Rodolfo Mendoza-Denton
Department of Psychology
3210 Tolman Hall
UC--Berkeley, Mail Code 1650
Berkeley, California 94720
U.S.A.
Home Page
Phone: (510) 642-7137
Fax: (510) 642-5293

Rodolfo Mendoza-Denton was born and raised in Mexico City. As a child, he lived in Mexico, Ivory Coast, Thailand, and the United States. These travels cemented an early interest in culture and intergroup relations. After receiving his B.A. at Yale University, he pursued a Ph.D. in social psychology at Columbia University under the mentorship of Walter Mischel and Geraldine Downey. He remained at Columbia for postdoctoral training, and became an assistant professor at the University of California, Berkeley in 2002. His professional interests include stereotyping and prejudice from the perspective of both target and perceiver, intergroup relations, and cultural psychology.
 Journal Articles:
- Ayduk, O., Mendoza-Denton, R., Mischel, W., Downey, G., Peake, P. K., & Rodriguez, M. (2000). Regulating the interpersonal self: Strategic self-regulation for coping with rejection sensitivity. Journal of Personality and Social Psychology, 79, 776-792.
- Chan, W. Y., & Mendoza-Denton, R. (in press). Status-based rejection sensitivity among Asian Americans: Implications for psychological distress. Journal of Personality.
- Kammrath, L., Mendoza-Denton, R., & Mischel, W. (2005). Incorporating if... then... signatures in person perception: Beyond the person-situation dichotomy. Journal of Personality and Social Psychology, 88, 605-613.
- Levy, S. R., Freitas, A. L., Mendoza-Denton, R., & Kugelmass, H. (2006). Hurricane Katrina's impact on African Americans' and European Americans' endorsement of the Protestant Work Ethic. Analyses of Social Issues and Public Policy, 6, 75-85.
- Mendes, W. B., Gray, H. M., Mendoza-Denton, R., Major, B., & Epel, E. S. (2007). Why egalitarianism might be good for your health: Physiological thriving during stressful intergroup encounters. Psychological Science, 18, 991-998.
- Mendoza-Denton, R., Ayduk, O., Mischel, W., Shoda, Y., & Testa, A. (2001). Person X Situation interactionism in self-encoding (I am... when...): Implications for affect regulation and social information processing. Journal of Personality and Social Psychology, 80, 533-544.
- Mendoza-Denton, R., Ayduk, O., Shoda, Y., & Mischel, W. (1997). A cognitive-affective processing system analysis of reactions to the O. J. Simpson verdict. Journal of Social Issues, 53, 565-583.
- Mendoza-Denton, R., Downey, G., Purdie, V., Davis, A., & Pietrzak, J. (2002). Sensitivity to status-based rejection: Implications for African-American students' college experience. Journal of Personality and Social Psychology, 83, 896-918.
- Mendoza-Denton, R., & Hansen, N. (2007). Networks of meaning: Intergroup relations, cultural worldviews, and knowledge activation principles. Social and Personality Psychology Compass, 1, 68-83.
- Mendoza-Denton, R., Kahn, K., & Chan, W. Y. (2008). Can fixed views of ability boost performance in the context of favorable stereotypes? Journal of Experimental Social Psychology, 44, 1187-1193.
- Mendoza-Denton, R., & Page-Gould, E. (in press). Can cross-group friendships influence minority students' well being at historically White universities? Psychological Science.
- Mendoza-Denton, R., Park, S. H., & O'Connor, A. (2008). Gender stereotypes as situation-behavior profiles. Journal of Experimental Social Psychology, 44, 971-982.
- Mendoza-Denton, R., Pietrzak, J., & Downey, G. (2008). Distinguishing institutional identification from academic goal pursuit: Interactive effects of ethnic identification and race-based rejection sensitivity. Journal of Personality and Social Psychology, 95, 338-351.
- Mendoza-Denton, R., Shaw-Taylor, L., Chen, S., & Chang, E. (in press). Ironic effects of explicit gender prejudice on women's test performance. Journal of Experimental Social Psychology.
- Page-Gould, E., Mendoza-Denton, R., & Tropp, L. (in press). With a little help from my cross-group friends: Reducing intergroup anxiety through cross-group friendship. Journal of Personality and Social Psychology.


**YOUR TASK:** Give only the number of lines in the records that include "density".

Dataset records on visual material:
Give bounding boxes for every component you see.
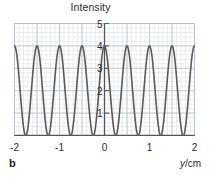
x-tick-label: 2	[192, 142, 198, 153]
chart-title: Intensity	[0, 1, 209, 13]
x-axis-title: y/cm	[180, 158, 201, 170]
y-tick-label: 1	[89, 108, 103, 119]
intensity-figure: Intensity -2-1012 12345 b y/cm	[0, 0, 209, 178]
y-tick-label: 4	[89, 40, 103, 51]
chart-title-text: Intensity	[70, 1, 110, 13]
y-tick-label: 5	[89, 18, 103, 29]
x-tick-label: -1	[55, 142, 64, 153]
x-axis-unit: /cm	[185, 158, 201, 169]
x-tick-label: 0	[102, 142, 108, 153]
plot-area	[14, 23, 195, 136]
x-tick-label: 1	[147, 142, 153, 153]
panel-label: b	[9, 157, 16, 169]
intensity-plot-svg	[14, 23, 195, 136]
y-tick-label: 3	[89, 63, 103, 74]
x-tick-label: -2	[10, 142, 19, 153]
y-tick-label: 2	[89, 85, 103, 96]
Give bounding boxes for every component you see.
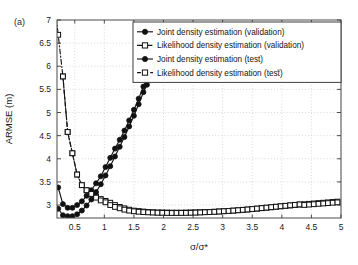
x-tick-label-8: 4.5 — [306, 222, 318, 232]
series-marker-2 — [141, 90, 146, 95]
series-marker-0 — [98, 174, 103, 179]
legend-label-1[interactable]: Likelihood density estimation (validatio… — [157, 41, 304, 50]
series-marker-3 — [212, 209, 217, 214]
y-tick-label-3: 4.5 — [39, 131, 51, 141]
series-marker-3 — [236, 208, 241, 213]
x-tick-label-6: 3.5 — [246, 222, 258, 232]
series-marker-3 — [184, 210, 189, 215]
y-tick-label-4: 5 — [46, 108, 51, 118]
series-marker-3 — [198, 210, 203, 215]
series-marker-2 — [127, 124, 132, 129]
series-marker-2 — [89, 197, 94, 202]
y-tick-label-7: 6.5 — [39, 38, 51, 48]
legend-marker-1 — [142, 43, 147, 48]
series-marker-2 — [117, 144, 122, 149]
series-marker-3 — [217, 209, 222, 214]
x-tick-label-4: 2.5 — [187, 222, 199, 232]
figure-container: (a) 0.511.522.533.544.55 33.544.555.566.… — [0, 0, 358, 265]
x-tick-label-0: 0.5 — [69, 222, 81, 232]
series-marker-3 — [330, 200, 335, 205]
series-marker-3 — [79, 183, 84, 188]
series-marker-3 — [274, 204, 279, 209]
series-marker-3 — [255, 206, 260, 211]
series-marker-3 — [146, 210, 151, 215]
series-marker-2 — [84, 203, 89, 208]
y-tick-label-5: 5.5 — [39, 84, 51, 94]
legend-label-0[interactable]: Joint density estimation (validation) — [157, 28, 285, 37]
series-marker-3 — [150, 210, 155, 215]
y-tick-label-6: 6 — [46, 61, 51, 71]
series-marker-3 — [203, 210, 208, 215]
series-marker-3 — [335, 200, 340, 205]
series-marker-0 — [60, 202, 65, 207]
series-marker-0 — [75, 203, 80, 208]
series-marker-0 — [117, 137, 122, 142]
y-tick-label-2: 4 — [46, 154, 51, 164]
series-marker-2 — [144, 82, 149, 87]
series-marker-3 — [193, 210, 198, 215]
y-tick-label-8: 7 — [46, 15, 51, 25]
legend-label-2[interactable]: Joint density estimation (test) — [157, 55, 263, 64]
x-axis-title: σ/σ* — [190, 241, 208, 252]
series-marker-3 — [169, 211, 174, 216]
series-marker-3 — [165, 211, 170, 216]
series-marker-3 — [292, 202, 297, 207]
series-marker-3 — [75, 172, 80, 177]
series-marker-2 — [94, 190, 99, 195]
series-marker-0 — [94, 181, 99, 186]
series-marker-3 — [108, 203, 113, 208]
series-marker-0 — [84, 193, 89, 198]
series-marker-3 — [226, 209, 231, 214]
series-marker-3 — [221, 209, 226, 214]
series-marker-2 — [75, 212, 80, 217]
series-marker-3 — [132, 209, 137, 214]
series-marker-3 — [283, 203, 288, 208]
series-marker-3 — [122, 207, 127, 212]
series-marker-3 — [316, 201, 321, 206]
series-marker-0 — [112, 146, 117, 151]
x-tick-label-2: 1.5 — [128, 222, 140, 232]
series-marker-3 — [70, 151, 75, 156]
x-tick-label-9: 5 — [339, 222, 344, 232]
series-marker-0 — [79, 199, 84, 204]
x-tick-label-5: 3 — [220, 222, 225, 232]
series-marker-3 — [103, 200, 108, 205]
legend-label-3[interactable]: Likelihood density estimation (test) — [157, 69, 283, 78]
series-marker-0 — [103, 165, 108, 170]
series-marker-3 — [264, 205, 269, 210]
series-marker-2 — [103, 173, 108, 178]
series-marker-3 — [207, 210, 212, 215]
series-marker-3 — [98, 198, 103, 203]
chart-svg: (a) 0.511.522.533.544.55 33.544.555.566.… — [0, 0, 358, 265]
series-marker-3 — [297, 202, 302, 207]
series-marker-3 — [155, 210, 160, 215]
series-marker-2 — [136, 102, 141, 107]
series-marker-3 — [240, 207, 245, 212]
y-axis-title: ARMSE (m) — [3, 94, 14, 145]
series-marker-3 — [259, 206, 264, 211]
series-marker-0 — [108, 155, 113, 160]
series-marker-3 — [160, 210, 165, 215]
series-marker-3 — [326, 201, 331, 206]
legend-marker-2 — [142, 56, 147, 61]
series-marker-3 — [84, 188, 89, 193]
series-marker-2 — [122, 135, 127, 140]
series-marker-3 — [113, 205, 118, 210]
series-marker-3 — [94, 195, 99, 200]
series-marker-2 — [60, 213, 65, 218]
panel-label: (a) — [14, 17, 25, 27]
series-marker-3 — [127, 208, 132, 213]
scan-speck — [277, 69, 280, 71]
series-marker-3 — [117, 206, 122, 211]
series-marker-2 — [108, 164, 113, 169]
series-marker-3 — [188, 210, 193, 215]
series-marker-3 — [250, 207, 255, 212]
series-marker-3 — [141, 210, 146, 215]
series-marker-2 — [98, 182, 103, 187]
series-marker-2 — [112, 154, 117, 159]
series-marker-2 — [131, 113, 136, 118]
series-marker-3 — [231, 208, 236, 213]
legend[interactable]: Joint density estimation (validation)Lik… — [133, 22, 341, 82]
series-marker-2 — [79, 208, 84, 213]
series-marker-3 — [288, 203, 293, 208]
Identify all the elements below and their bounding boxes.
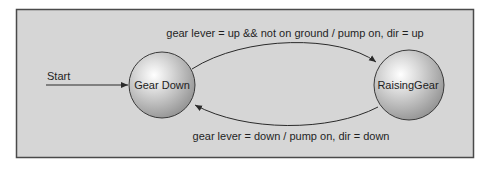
start-label: Start [47, 70, 70, 82]
state-gear-down[interactable]: Gear Down [129, 52, 195, 118]
state-raising-gear[interactable]: RaisingGear [374, 50, 444, 120]
transition-label-down: gear lever = down / pump on, dir = down [193, 130, 390, 142]
state-diagram: Start gear lever = up && not on ground /… [0, 0, 488, 170]
state-gear-down-label: Gear Down [134, 79, 190, 91]
transition-label-up: gear lever = up && not on ground / pump … [166, 27, 423, 39]
state-raising-gear-label: RaisingGear [377, 79, 438, 91]
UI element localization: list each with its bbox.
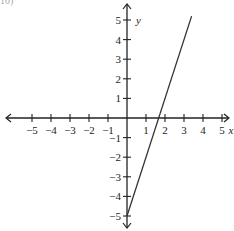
y-axis-label: y xyxy=(135,14,141,26)
y-tick-label: −5 xyxy=(109,210,121,222)
x-tick-label: 3 xyxy=(181,124,187,136)
y-tick-label: 2 xyxy=(116,73,122,85)
y-tick-label: −4 xyxy=(109,190,121,202)
x-tick-label: −4 xyxy=(45,124,57,136)
x-axis-label: x xyxy=(228,124,234,136)
y-tick-label: 1 xyxy=(116,92,122,104)
y-tick-label: −1 xyxy=(109,132,121,144)
y-tick-label: 4 xyxy=(116,34,122,46)
y-tick-label: −2 xyxy=(109,151,121,163)
x-tick-label: −3 xyxy=(64,124,76,136)
x-tick-label: −2 xyxy=(83,124,95,136)
y-tick-label: 3 xyxy=(116,53,122,65)
x-tick-label: 4 xyxy=(200,124,206,136)
x-tick-label: 5 xyxy=(219,124,225,136)
x-tick-label: −5 xyxy=(26,124,38,136)
graph-line xyxy=(127,16,192,216)
coordinate-plane: −5−4−3−2−112345−5−4−3−2−112345xy xyxy=(0,0,234,231)
x-tick-label: 1 xyxy=(143,124,149,136)
y-tick-label: 5 xyxy=(116,14,122,26)
y-tick-label: −3 xyxy=(109,171,121,183)
x-tick-label: 2 xyxy=(162,124,168,136)
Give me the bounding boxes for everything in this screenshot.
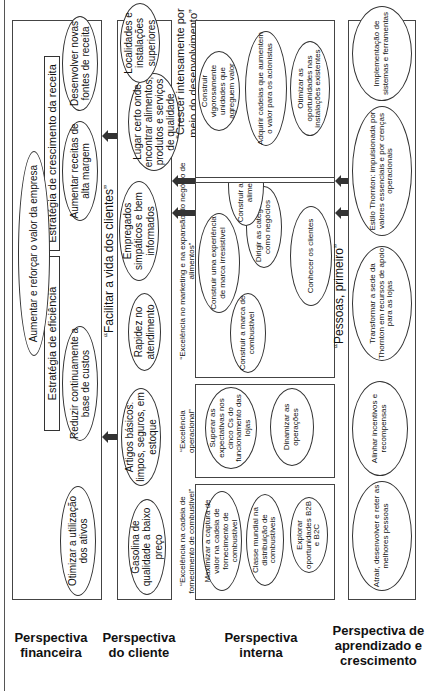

**TASK ANSWER:** 5